Vinsura is not the only one producing natural fermented wine from the indigenous eating grapes. Sula came out with the Port three years ago and is already a leader in this category as well, by a mile; it started the Port Wine 1000 from grapes fermented in stainless steel tanks. Extremely popular in the South and West, it sells for Rs.137, as the website of the Bangalore based chain- Madhuloka Liquor Boutique indicates.  Of course, the pioneer for making Port was Indage which had more than one variant and no one really knew the ingredients.

Nirvana Bio-sys, makers of Luca wines came out with Mitra 2000 Port Wine, perhaps to create the impression of twice the effect of Sula’s Port Wine 1000. Mitra sells for Rs.220 in Delhi.

Click For Large ViewThere are still cheaper ‘Ports’- in fact the key word is not what is inside, but the price and higher amount of alcohol. ‘Goana’ by Big Banyan sells for Rs.100 in Goa. In fact, according to Mario Sequeira, the king producer of ‘Goan Port’  with the sales registers clocking over 120,000 cases of Port alone, there are several cottage and small industries producing and wholesaling it at Rs.70 which in turn retails for Rs.90-120. It helps that the tourists are attracted to the sweet and sugary concoction made with addition of neutral alcohol, taking the alcohol level to as high as 20% and making the consumers get more of a kick in a shorter time and at lower prices; Brand Goan Port helps.

But what is sadder is that the customers think they are drinking Port! (THE Port). However this situation may not last for long.
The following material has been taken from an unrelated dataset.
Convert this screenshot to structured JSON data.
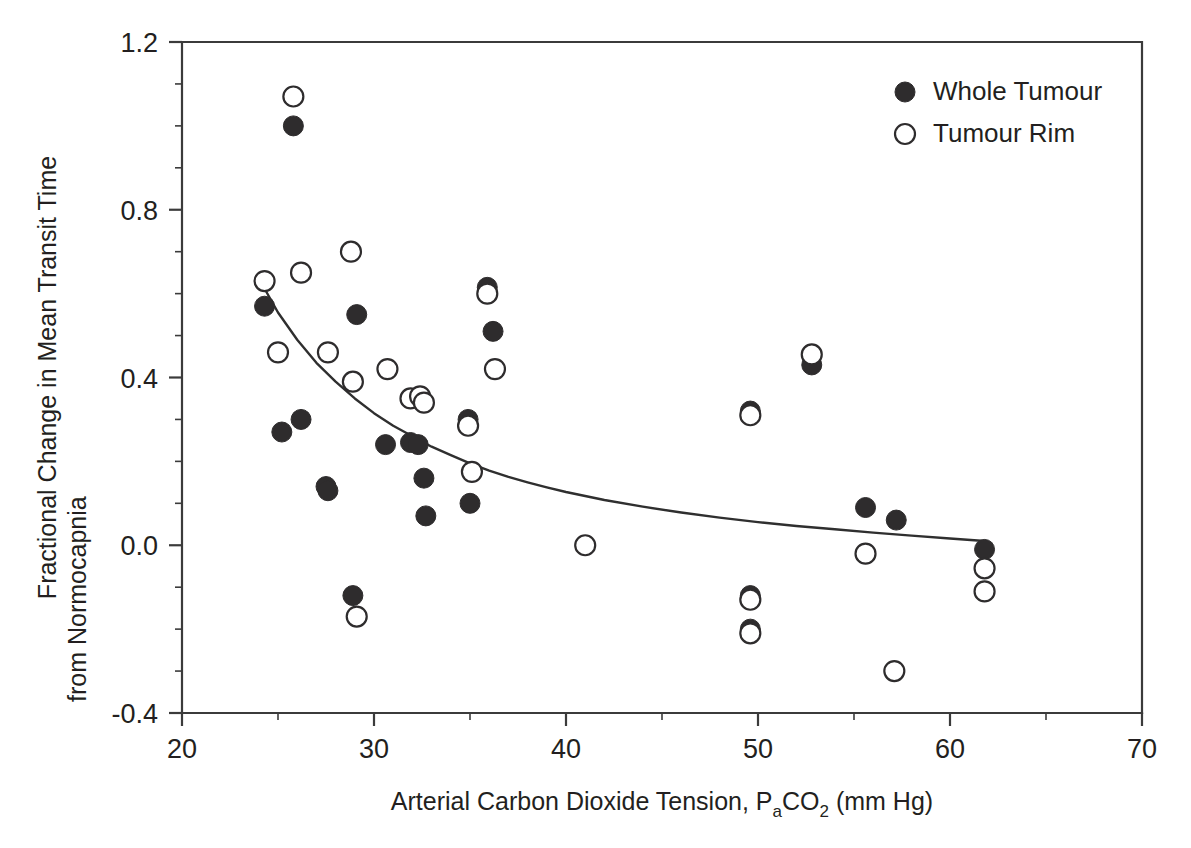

Ribeiro de Almeida, Head of the Legal Department of IVDP, the strong regulatory body of Porto and Douro wines, whom I met last year in Porto, informs delWine, ‘the Click For Large Viewappellation of origin Port in already protected in India. This protection was obtained through two ways: registration required by IVDP and international agreement with the European Union. Please see the documents attached (one of them is at the end of the article). Concerning the undue uses of the name Port, we are in close contact with our Foreign Affairs Ministry. They have done an important work in several countries in order to protect the appellation of origin Port and they are already working with India authorities in order to stop any undue use of the name Port.’

H.E. Mr Jorge Roza dei Oliveira, the Ambassador of Portugal, in India is well aware of the problem and is actively seeking a just solution. ‘As a matter of fact, this Embassy has been working for years with the IVDP legal services and the EU delegation in protecting Port Wine GI against counterfeiting and piracy practices,’ he informs delWine.

He also affirms that after a long and difficult procedure started in 2009, Port Wine was finally registered in the Indian National GI Register on 11 August 2011, and additional protections were conceded by the India authorities to the Portuguese GI in November 2011.

‘It is now up to the Indian authorities to adopt the necessary 'repressive' measures, in accordance with your internal IPR rules and international commitments taken. The EU delegation and this Embassy are closely cooperating to firmly encourage Indian authorities to do so,’ he says.

Click For Large ViewOne of the key issues is that India does not have any wine laws as of now. Perhaps, the laws which are reportedly under preparation under the tutelage of the Indian Grape Processing Board (IGPB) would address this issue. The IGPB would perhaps be hauled into the picture sooner or later and hopefully it would have the wisdom to ban the use of the word ‘port’.

It may be clarified that there is nothing illegal in making such wines which are nothing but table wines- especially since they are at very low price points and there is a good demand for them from a segment of the market. Current market of such wines is around 400,000-500,000 cases and is increasing at a faster pace making companies like Mitra and Vinsura take the plunge.

In an earlier article last year in delWine, we had predicted that the Days of the Indian Port Wine May Be Numbered. We continue to predict and hope that the Indian producers will put their heads together and come up with something more palatable before the government is obliged to force a ban on the usage of the terminology.